It is 1984, and the murder of 15 year old schoolgirl Lynda Mann is all over the Leicestershire news.
Her parents are making painfully heartfelt pleas for anybody with information to come forward. The police are convinced the murderer is local to the area – and that he will strike again.
Their fears are confirmed when the body of a second teenager, Dawn Ashworth, is discovered. Meanwhile, scientist Alec Jeffreys has just unearthed a way to read an individual’s DNA, and is approached by the police to help in their enquiries. These are the true events upon which ITV’s new two-part drama is based.
Code of a Killer has its strong points. John Simm lends an endearing likeability as the haphazard Jeffreys, though it must be said that the script lets him down on occasion. There is a tendency towards predictability – we’ve seen those cliché ‘mad scientist’ characters who run about all over the place, so absorbed in their work that they forget everything and everyone around them, time and time again.
This is never more apparent than in the scene in which Jeffreys’ wife Sue (Anna Madeley) reminds him of his promise to attend their daughter’s school play, only to inform him that the play was that afternoon, and he has missed it. ‘You promised her’, Sue tells Alec, and for all Simm and Madeley’s proficiency, it still feels like a scene which we have all watched many times before.
This predictability causes some friction with regards to the overall plot: we already know what is going to happen, whether or not we are properly clued up on the real events the programme is based upon. Science and police are going to work together, and after a red herring or two DNA is going to solve the crime. It’s an issue which would have been faced regardless, but the occasionally clunky script does tend to emphasise it.
However, the casting is very good. Aside from the aforementioned Simm and Madeley, David Threlfall (Shameless, The Ark) is excellent as DCS David Baker, the detective trying to piece together the murder enquiry, and mention must be made of Hannah Walters and Dorothy Atkinson as Lynda and Dawn’s mothers, respectively; their anguish and grief at the loss of their daughters is painfully real and difficult to watch.
It takes a while to get going and it tends to trip over itself from time to time, but Code of a Killer is still a watchable and enjoyable crime drama. This opening episode ends on the sinister note of the killer still at large, which is a good set-up for next week’s concluding instalment.
Aired at 9pm on Monday 6 April 2015 on ITV.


Give every entry again, unchanged, and leave its images out.
--- Record extracts ---
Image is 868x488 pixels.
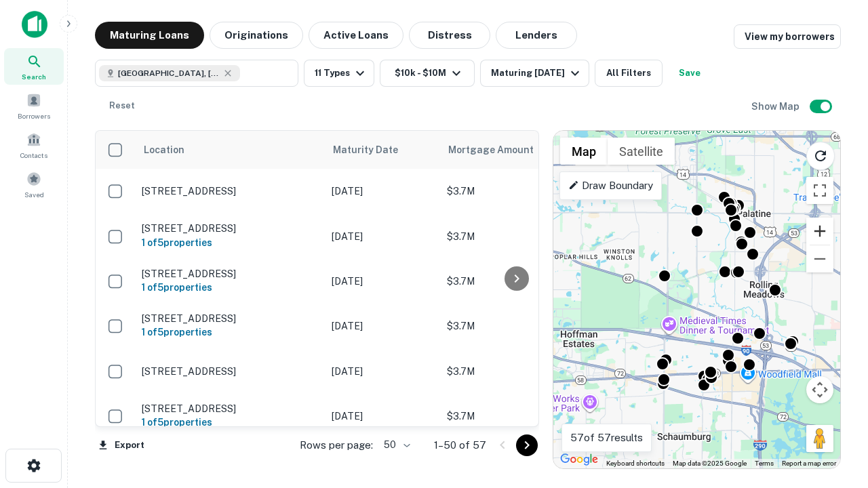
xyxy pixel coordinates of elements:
[491,65,583,81] div: Maturing [DATE]
[806,142,835,170] button: Reload search area
[434,437,486,453] p: 1–50 of 57
[332,274,434,288] p: [DATE]
[333,142,415,158] span: Maturity Date
[142,268,318,280] p: [STREET_ADDRESS]
[447,364,582,379] p: $3.7M
[4,127,64,163] a: Contacts
[22,71,46,82] span: Search
[142,235,318,250] h6: 1 of 5 properties
[480,60,589,87] button: Maturing [DATE]
[325,131,440,168] th: Maturity Date
[332,364,434,379] p: [DATE]
[557,451,601,468] a: Open this area in Google Maps (opens a new window)
[447,319,582,333] p: $3.7M
[447,229,582,244] p: $3.7M
[595,60,662,87] button: All Filters
[210,22,303,49] button: Originations
[332,319,434,333] p: [DATE]
[142,402,318,415] p: [STREET_ADDRESS]
[751,99,802,114] h6: Show Map
[800,336,868,401] iframe: Chat Widget
[516,434,538,456] button: Go to next page
[21,150,48,161] span: Contacts
[142,313,318,325] p: [STREET_ADDRESS]
[568,178,653,194] p: Draw Boundary
[608,137,675,165] button: Show satellite imagery
[24,189,44,200] span: Saved
[4,48,64,85] a: Search
[806,177,834,204] button: Toggle fullscreen view
[560,137,608,165] button: Show street map
[118,67,219,79] span: [GEOGRAPHIC_DATA], [GEOGRAPHIC_DATA]
[17,111,50,121] span: Borrowers
[734,24,841,49] a: View my borrowers
[142,280,318,294] h6: 1 of 5 properties
[142,222,318,235] p: [STREET_ADDRESS]
[380,60,475,87] button: $10k - $10M
[554,131,840,468] div: 0 0
[409,22,491,49] button: Distress
[100,92,144,119] button: Reset
[304,60,374,87] button: 11 Types
[142,415,318,430] h6: 1 of 5 properties
[142,185,318,197] p: [STREET_ADDRESS]
[448,142,551,158] span: Mortgage Amount
[308,22,403,49] button: Active Loans
[22,11,48,38] img: capitalize-icon.png
[806,218,834,244] button: Zoom in
[95,22,204,49] button: Maturing Loans
[332,184,434,199] p: [DATE]
[4,166,64,203] a: Saved
[447,408,582,423] p: $3.7M
[4,87,64,124] a: Borrowers
[447,274,582,288] p: $3.7M
[378,435,412,455] div: 50
[755,459,774,467] a: Terms (opens in new tab)
[447,184,582,199] p: $3.7M
[332,229,434,244] p: [DATE]
[332,408,434,423] p: [DATE]
[142,325,318,339] h6: 1 of 5 properties
[142,365,318,377] p: [STREET_ADDRESS]
[782,459,836,467] a: Report a map error
[143,142,185,158] span: Location
[135,131,325,168] th: Location
[606,459,664,468] button: Keyboard shortcuts
[496,22,577,49] button: Lenders
[440,131,589,168] th: Mortgage Amount
[95,435,148,455] button: Export
[673,459,746,467] span: Map data ©2025 Google
[570,430,643,446] p: 57 of 57 results
[806,245,834,272] button: Zoom out
[300,437,373,453] p: Rows per page:
[557,451,601,468] img: Google
[806,425,834,452] button: Drag Pegman onto the map to open Street View
[668,60,712,87] button: Save your search to get updates of matches that match your search criteria.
---
* **Answer to this exercise**
Image is 868x488 pixels.
xyxy pixel coordinates of elements:
[491,65,583,81] div: Maturing [DATE]
[806,142,835,170] button: Reload search area
[434,437,486,453] p: 1–50 of 57
[332,274,434,288] p: [DATE]
[333,142,415,158] span: Maturity Date
[142,268,318,280] p: [STREET_ADDRESS]
[447,364,582,379] p: $3.7M
[4,127,64,163] a: Contacts
[22,71,46,82] span: Search
[142,235,318,250] h6: 1 of 5 properties
[480,60,589,87] button: Maturing [DATE]
[325,131,440,168] th: Maturity Date
[332,364,434,379] p: [DATE]
[557,451,601,468] a: Open this area in Google Maps (opens a new window)
[447,319,582,333] p: $3.7M
[447,229,582,244] p: $3.7M
[595,60,662,87] button: All Filters
[210,22,303,49] button: Originations
[332,319,434,333] p: [DATE]
[142,402,318,415] p: [STREET_ADDRESS]
[751,99,802,114] h6: Show Map
[800,336,868,401] iframe: Chat Widget
[516,434,538,456] button: Go to next page
[21,150,48,161] span: Contacts
[142,313,318,325] p: [STREET_ADDRESS]
[568,178,653,194] p: Draw Boundary
[608,137,675,165] button: Show satellite imagery
[24,189,44,200] span: Saved
[4,48,64,85] a: Search
[806,177,834,204] button: Toggle fullscreen view
[560,137,608,165] button: Show street map
[118,67,219,79] span: [GEOGRAPHIC_DATA], [GEOGRAPHIC_DATA]
[17,111,50,121] span: Borrowers
[734,24,841,49] a: View my borrowers
[142,280,318,294] h6: 1 of 5 properties
[142,222,318,235] p: [STREET_ADDRESS]
[380,60,475,87] button: $10k - $10M
[554,131,840,468] div: 0 0
[409,22,491,49] button: Distress
[100,92,144,119] button: Reset
[304,60,374,87] button: 11 Types
[142,415,318,430] h6: 1 of 5 properties
[142,185,318,197] p: [STREET_ADDRESS]
[448,142,551,158] span: Mortgage Amount
[308,22,403,49] button: Active Loans
[22,11,48,38] img: capitalize-icon.png
[806,218,834,244] button: Zoom in
[95,22,204,49] button: Maturing Loans
[332,184,434,199] p: [DATE]
[4,166,64,203] a: Saved
[447,408,582,423] p: $3.7M
[4,87,64,124] a: Borrowers
[447,274,582,288] p: $3.7M
[378,435,412,455] div: 50
[755,459,774,467] a: Terms (opens in new tab)
[447,184,582,199] p: $3.7M
[332,229,434,244] p: [DATE]
[332,408,434,423] p: [DATE]
[142,325,318,339] h6: 1 of 5 properties
[142,365,318,377] p: [STREET_ADDRESS]
[782,459,836,467] a: Report a map error
[143,142,185,158] span: Location
[135,131,325,168] th: Location
[606,459,664,468] button: Keyboard shortcuts
[496,22,577,49] button: Lenders
[440,131,589,168] th: Mortgage Amount
[95,435,148,455] button: Export
[673,459,746,467] span: Map data ©2025 Google
[570,430,643,446] p: 57 of 57 results
[806,245,834,272] button: Zoom out
[300,437,373,453] p: Rows per page:
[557,451,601,468] img: Google
[806,425,834,452] button: Drag Pegman onto the map to open Street View
[668,60,712,87] button: Save your search to get updates of matches that match your search criteria.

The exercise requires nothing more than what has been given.